SparkPost urges email senders to rely on such metrics as clicks, site traffic from email, loyalty club status and purchase data, and to require a double opt-in to avoid being flagged as a spammer.  

The Death of the Cookie

Brands are ferociously setting up cookies to track visitors even as Google has proclaimed the end of the identity tool. Marketers should not be comforted by Google’s stay of execution until the following year. “2023 is just a formality - the time is up,” writes Iván Markman, chief business officer at Yahoo. 

Markman adds: “Not only will Google not grant another extension, cookies and IDs have already eroded across major operating systems and, to state the obvious, there’s a number of browsers that no longer support cookies.” 

Granted, this seems less about email than about other channels — if the person has subscribed, you already have their address. And 37% in the Litmus poll say the loss of the cookie will have the biggest effect on their email programs. As with MPP, “first-party data and direct consumer relationships will be critical,” Markman notes. 

“Consumers are looking for their own shopping experience, truly specific to them: how they want to shop, interact, and build a relationship with a brand,” Markman continues. “A data-driven retail strategy will be more essential than ever in 2022 to deliver that level of personalization.”

Finally, Markman predicts that “in an 'old is new again' twist, we’ll see a resurgence of tech like QR codes "that support our new lifestyles and make it easier to get brand experiences into consumers’ hands.”

Growing Privacy Legislation Worldwide

GDPR was only the start of a global trend. California now has a law that, among other things, gives consumers the right to access their own data and demand that it be deleted. Nevada has also moved in that direction.

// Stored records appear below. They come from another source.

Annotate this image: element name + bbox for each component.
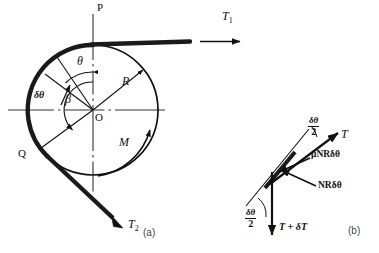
label-theta: θ (77, 55, 83, 67)
label-O: O (95, 112, 103, 123)
angle-half-delta-bottom-arc (258, 198, 266, 217)
band-tangent-bottom (46, 155, 113, 218)
label-half-delta-theta-top: δθ 2 (308, 116, 319, 137)
label-T2-base: T (128, 217, 135, 231)
band-tangent-top (91, 42, 190, 45)
caption-panel-b: (b) (348, 225, 360, 236)
label-friction-force: μNRδθ (311, 150, 340, 160)
radial-line-Q (41, 110, 93, 148)
label-T-plus-delta-T: T + δT (279, 222, 307, 232)
figure-root: P T1 θ R δθ β O M Q T2 δθ 2 T μNRδθ NRδθ… (0, 0, 379, 253)
label-T1-base: T (222, 9, 229, 23)
half-delta-theta-top-denominator: 2 (308, 127, 319, 137)
label-Q: Q (18, 148, 26, 159)
panel-a-graphics (8, 14, 240, 228)
half-delta-theta-bottom-denominator: 2 (245, 219, 256, 229)
label-T1-sub: 1 (229, 16, 233, 25)
label-T2-sub: 2 (135, 224, 139, 233)
label-T2: T2 (128, 218, 139, 234)
caption-panel-a: (a) (143, 227, 155, 238)
half-delta-theta-top-numerator: δθ (308, 116, 319, 125)
band-t2-arrowhead (110, 214, 123, 228)
label-half-delta-theta-bottom: δθ 2 (245, 208, 256, 229)
label-M: M (119, 136, 129, 148)
radius-line-R (93, 70, 143, 110)
label-delta-theta: δθ (34, 90, 44, 100)
label-T: T (341, 128, 348, 140)
label-T1: T1 (222, 10, 233, 26)
normal-force-arrow (281, 170, 316, 186)
element-axis-line (246, 129, 309, 206)
label-normal-force: NRδθ (318, 181, 342, 191)
theta-arc (66, 72, 94, 83)
label-P: P (97, 2, 103, 13)
label-R: R (122, 75, 129, 87)
label-beta: β (65, 93, 71, 105)
figure-linework (0, 0, 379, 253)
half-delta-theta-bottom-numerator: δθ (245, 208, 256, 217)
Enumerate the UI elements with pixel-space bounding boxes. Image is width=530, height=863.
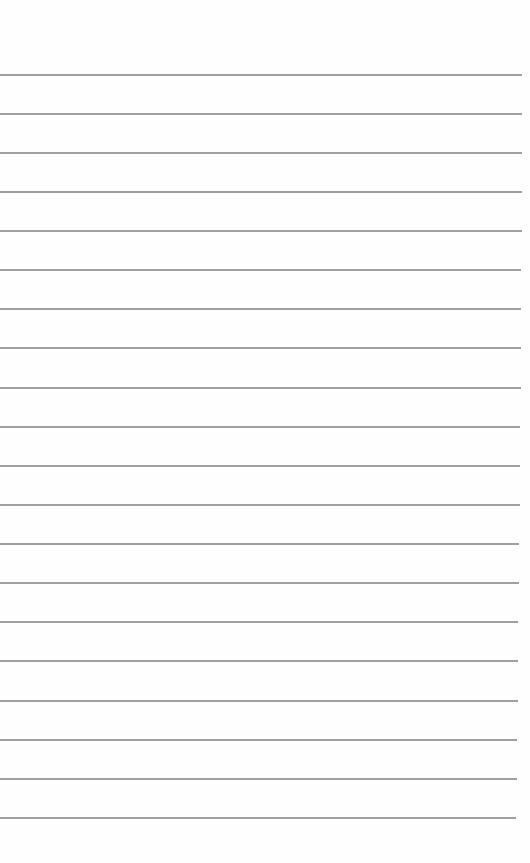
ruled-line: [0, 387, 521, 389]
ruled-line: [0, 504, 520, 506]
ruled-line: [0, 152, 522, 154]
ruled-line: [0, 778, 517, 780]
ruled-line: [0, 582, 519, 584]
ruled-line: [0, 113, 522, 115]
lined-paper: [0, 0, 530, 863]
ruled-line: [0, 543, 519, 545]
ruled-line: [0, 700, 518, 702]
ruled-line: [0, 269, 521, 271]
ruled-line: [0, 817, 516, 819]
ruled-line: [0, 308, 521, 310]
ruled-line: [0, 426, 520, 428]
ruled-line: [0, 74, 522, 76]
ruled-line: [0, 660, 518, 662]
ruled-line: [0, 347, 521, 349]
ruled-line: [0, 739, 517, 741]
ruled-line: [0, 191, 522, 193]
ruled-line: [0, 465, 520, 467]
ruled-line: [0, 621, 518, 623]
ruled-line: [0, 230, 522, 232]
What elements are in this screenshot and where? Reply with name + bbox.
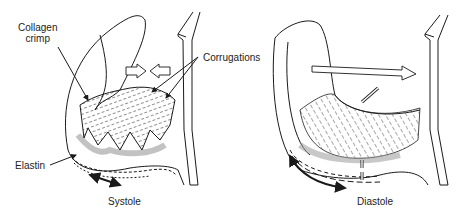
label-collagen-line2: crimp (18, 33, 57, 44)
caption-diastole: Diastole (357, 196, 393, 207)
diastole-panel (273, 15, 448, 188)
label-corrugations: Corrugations (203, 52, 260, 63)
label-collagen-line1: Collagen (18, 22, 57, 33)
valve-diagram (0, 0, 463, 219)
label-collagen-crimp: Collagen crimp (18, 22, 57, 44)
caption-systole: Systole (108, 196, 141, 207)
label-elastin: Elastin (15, 160, 45, 171)
systole-panel (50, 12, 200, 185)
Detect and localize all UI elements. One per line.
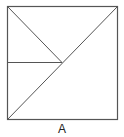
- figure-label: A: [0, 122, 124, 136]
- top-left-diagonal-line: [8, 7, 63, 63]
- geometric-figure: [0, 0, 124, 137]
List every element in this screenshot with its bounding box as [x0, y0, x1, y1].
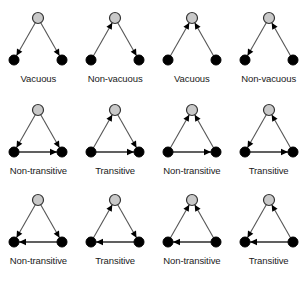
graph-panel-r1c4: Non-vacuous [230, 0, 307, 94]
graph-node-bottom-right [211, 237, 221, 247]
panel-label: Transitive [249, 165, 289, 176]
graph-node-bottom-right [288, 55, 298, 65]
directed-graph [233, 190, 305, 254]
panel-label: Non-vacuous [241, 73, 296, 84]
graph-node-bottom-left [86, 237, 96, 247]
arrow-head-icon [127, 149, 134, 156]
graph-node-bottom-right [134, 147, 144, 157]
arrow-head-icon [173, 239, 180, 246]
directed-graph [233, 8, 305, 72]
directed-graph [156, 8, 228, 72]
directed-graph [79, 100, 151, 164]
graph-node-bottom-left [240, 147, 250, 157]
directed-graph [233, 100, 305, 164]
panel-label: Non-transitive [10, 165, 67, 176]
graph-node-top [33, 13, 44, 24]
panel-label: Transitive [95, 255, 135, 266]
graph-panel-r2c2: Transitive [77, 94, 154, 184]
panel-label: Transitive [249, 255, 289, 266]
arrow-head-icon [19, 239, 26, 246]
panel-label: Vacuous [174, 73, 210, 84]
arrow-head-icon [96, 239, 103, 246]
graph-panel-r2c1: Non-transitive [0, 94, 77, 184]
directed-graph [2, 8, 74, 72]
directed-graph [156, 190, 228, 254]
graph-node-bottom-left [86, 147, 96, 157]
graph-node-bottom-left [9, 147, 19, 157]
arrow-head-icon [204, 149, 211, 156]
graph-node-bottom-left [163, 147, 173, 157]
graph-panel-r3c4: Transitive [230, 184, 307, 277]
arrow-head-icon [250, 239, 257, 246]
directed-graph [156, 100, 228, 164]
graph-node-bottom-left [240, 237, 250, 247]
graph-row-1: Vacuous Non-vacuous Vacuous Non-vacuous [0, 0, 307, 94]
arrow-head-icon [50, 149, 57, 156]
graph-node-bottom-right [57, 55, 67, 65]
graph-panel-r1c3: Vacuous [154, 0, 231, 94]
graph-node-bottom-right [134, 237, 144, 247]
graph-node-bottom-right [288, 147, 298, 157]
graph-panel-r3c2: Transitive [77, 184, 154, 277]
graph-panel-r2c4: Transitive [230, 94, 307, 184]
graph-panel-r3c1: Non-transitive [0, 184, 77, 277]
graph-node-bottom-right [134, 55, 144, 65]
panel-label: Non-transitive [163, 255, 220, 266]
graph-panel-r3c3: Non-transitive [154, 184, 231, 277]
graph-node-bottom-right [57, 237, 67, 247]
directed-graph [2, 190, 74, 254]
graph-node-bottom-right [211, 55, 221, 65]
graph-node-bottom-left [240, 55, 250, 65]
graph-node-top [263, 13, 274, 24]
panel-label: Vacuous [21, 73, 57, 84]
graph-row-3: Non-transitive Transitive Non-transitive… [0, 184, 307, 277]
graph-node-top [110, 195, 121, 206]
graph-panel-r2c3: Non-transitive [154, 94, 231, 184]
graph-node-bottom-right [57, 147, 67, 157]
graph-node-top [110, 105, 121, 116]
arrow-head-icon [281, 149, 288, 156]
directed-graph [79, 190, 151, 254]
directed-graph [79, 8, 151, 72]
graph-node-bottom-left [9, 237, 19, 247]
graph-node-bottom-right [211, 147, 221, 157]
graph-node-top [33, 195, 44, 206]
panel-label: Non-transitive [10, 255, 67, 266]
graph-node-top [263, 195, 274, 206]
graph-node-bottom-right [288, 237, 298, 247]
graph-node-top [186, 105, 197, 116]
graph-node-top [110, 13, 121, 24]
panel-label: Transitive [95, 165, 135, 176]
graph-node-bottom-left [163, 237, 173, 247]
panel-label: Non-vacuous [88, 73, 143, 84]
graph-node-top [186, 13, 197, 24]
graph-node-bottom-left [86, 55, 96, 65]
graph-panel-r1c2: Non-vacuous [77, 0, 154, 94]
graph-grid-figure: Vacuous Non-vacuous Vacuous Non-vacuous … [0, 0, 307, 281]
graph-panel-r1c1: Vacuous [0, 0, 77, 94]
graph-node-top [186, 195, 197, 206]
directed-graph [2, 100, 74, 164]
graph-node-bottom-left [163, 55, 173, 65]
graph-node-top [33, 105, 44, 116]
panel-label: Non-transitive [163, 165, 220, 176]
graph-node-top [263, 105, 274, 116]
graph-row-2: Non-transitive Transitive Non-transitive… [0, 94, 307, 184]
graph-node-bottom-left [9, 55, 19, 65]
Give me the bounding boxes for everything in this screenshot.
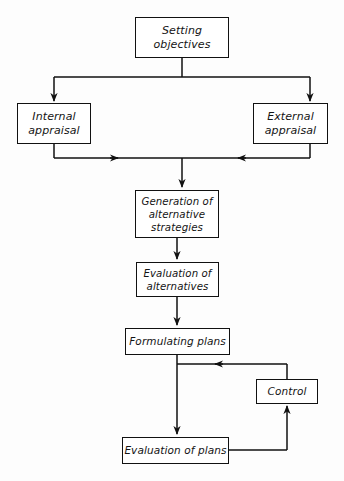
node-control[interactable]: Control bbox=[256, 379, 318, 404]
node-label-line: External bbox=[267, 110, 314, 124]
node-label-line: Setting bbox=[162, 24, 202, 38]
node-internal-appraisal[interactable]: Internal appraisal bbox=[17, 103, 91, 144]
node-setting-objectives[interactable]: Setting objectives bbox=[135, 17, 229, 58]
node-label-line: Generation of bbox=[141, 195, 212, 208]
node-evaluation-of-plans[interactable]: Evaluation of plans bbox=[122, 437, 229, 464]
node-label-line: alternative bbox=[149, 208, 205, 221]
node-label-line: objectives bbox=[154, 38, 211, 52]
node-label-line: alternatives bbox=[147, 280, 209, 293]
node-label-line: strategies bbox=[151, 221, 203, 234]
node-evaluation-of-alternatives[interactable]: Evaluation of alternatives bbox=[136, 262, 219, 297]
node-label-line: Evaluation of bbox=[143, 267, 211, 280]
node-label-line: Control bbox=[268, 385, 307, 398]
node-formulating-plans[interactable]: Formulating plans bbox=[125, 328, 230, 355]
node-label-line: Formulating plans bbox=[129, 335, 226, 348]
node-label-line: Evaluation of plans bbox=[124, 444, 226, 457]
flowchart-connectors bbox=[0, 0, 344, 481]
flowchart-diagram: Setting objectives Internal appraisal Ex… bbox=[0, 0, 344, 481]
node-generation-of-alternative-strategies[interactable]: Generation of alternative strategies bbox=[135, 190, 219, 238]
node-external-appraisal[interactable]: External appraisal bbox=[253, 103, 328, 144]
node-label-line: Internal bbox=[32, 110, 75, 124]
node-label-line: appraisal bbox=[28, 124, 79, 138]
node-label-line: appraisal bbox=[265, 124, 316, 138]
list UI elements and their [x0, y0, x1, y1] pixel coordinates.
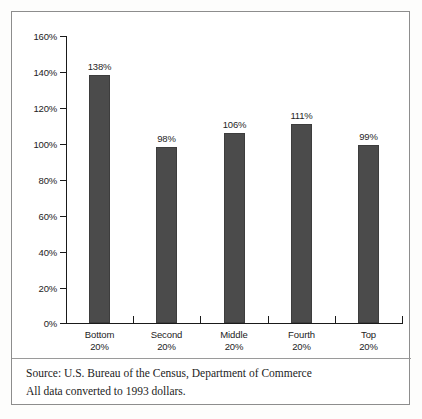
bar-value-label: 98%	[141, 133, 192, 144]
y-axis-tick	[60, 72, 67, 73]
category-line-2: 20%	[133, 341, 200, 353]
x-axis-tick	[335, 316, 336, 324]
y-axis-tick	[60, 108, 67, 109]
x-category-label-bottom-20: Bottom 20%	[66, 329, 133, 352]
y-axis-label: 20%	[12, 283, 57, 294]
y-axis-label: 0%	[12, 318, 57, 329]
y-axis-label: 100%	[12, 139, 57, 150]
y-axis-label: 60%	[12, 211, 57, 222]
x-axis-tick	[133, 316, 134, 324]
source-line-2: All data converted to 1993 dollars.	[26, 382, 396, 400]
category-line-1: Top	[335, 329, 402, 341]
x-axis-tick	[402, 316, 403, 324]
y-axis-tick	[60, 252, 67, 253]
bar-top-20	[358, 145, 379, 323]
bar-value-label: 99%	[343, 131, 394, 142]
y-axis-tick	[60, 216, 67, 217]
category-line-2: 20%	[335, 341, 402, 353]
bar-second-20	[156, 147, 177, 323]
source-line-1: Source: U.S. Bureau of the Census, Depar…	[26, 364, 396, 382]
y-axis-tick	[60, 288, 67, 289]
x-axis-tick	[268, 316, 269, 324]
x-category-label-fourth-20: Fourth 20%	[268, 329, 335, 352]
x-axis-tick	[66, 316, 67, 324]
category-line-2: 20%	[268, 341, 335, 353]
y-axis-label: 160%	[12, 31, 57, 42]
bar-fourth-20	[291, 124, 312, 323]
x-axis-tick	[200, 316, 201, 324]
figure-page: 160% 140% 120% 100% 80% 60% 40% 20% 0%	[0, 0, 422, 419]
y-axis-tick	[60, 180, 67, 181]
x-category-label-second-20: Second 20%	[133, 329, 200, 352]
bar-middle-20	[224, 133, 245, 323]
bar-value-label: 106%	[209, 119, 260, 130]
y-axis-tick	[60, 144, 67, 145]
category-line-2: 20%	[200, 341, 268, 353]
category-line-1: Middle	[200, 329, 268, 341]
source-note: Source: U.S. Bureau of the Census, Depar…	[26, 364, 396, 400]
y-axis-label: 140%	[12, 67, 57, 78]
y-axis-tick	[60, 36, 67, 37]
figure-frame: 160% 140% 120% 100% 80% 60% 40% 20% 0%	[11, 11, 410, 405]
category-line-1: Fourth	[268, 329, 335, 341]
category-line-1: Second	[133, 329, 200, 341]
x-category-label-middle-20: Middle 20%	[200, 329, 268, 352]
y-axis-label: 120%	[12, 103, 57, 114]
bar-value-label: 111%	[276, 110, 327, 121]
category-line-2: 20%	[66, 341, 133, 353]
bar-chart: 160% 140% 120% 100% 80% 60% 40% 20% 0%	[12, 12, 411, 352]
x-category-label-top-20: Top 20%	[335, 329, 402, 352]
y-axis-label: 40%	[12, 247, 57, 258]
bar-value-label: 138%	[74, 61, 125, 72]
category-line-1: Bottom	[66, 329, 133, 341]
x-axis-line	[66, 323, 403, 324]
footer-divider	[12, 358, 411, 359]
y-axis-label: 80%	[12, 175, 57, 186]
bar-bottom-20	[89, 75, 110, 323]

It’s easy enough said, but companies need help in dealing with these technological challenges. This has given rise to vendors like OneTrust and BigID, according to an article this week in The New York Times. 

Vendor Consolidation

Economic fears did nothing to curb the growing buying wave of email companies. Intuit acquired Mailchimp for $12 billion, Sinch purchased Pathwire for $925 million, following Pathwire’s purchase of Email on Acid.

MessageBird purchased SparkPost for $600 million and SparkPost had its own pickup of Taxi for Email, while CM Group has merged with Cheetah Digital.

And in 2020, Validity took on 250ok, to list only one of its buys. Given some of the prices, the lesson for startups in this area is to bootstrap their way up and not take on venture capital, or too much of it. What clients are getting out of all this (besides confusion and a decline in competition) is the combining of multiple services and data reporting in one location. 

A Shift In Employee Work Habits

It’s no isolated event that traffic at Chicago’s Merchandise Mart "L" stop has declined by 73% -- people are simply not working in offices that surround the station. What does this mean for the email business? 

Simply that more people will be working at home. Companies need to train people on “how to communicate in virtual spaces, accommodate different working styles and collaborate across time zones.” In addition, firms need to be “more intentional about how they communicate, coordinate with their employees and establish baseline expectations for a virtual or remote-first workforce.”

Finally, as we have done in the past, we’d like to cite BIMI (Brand Indicators for Message Identification) as one of the big changes in email. But we can’t do it: Litmus reports that only 15% of firms have implemented BIMI, a tool that allows brands to display their logos in DMARC-authenticated emails.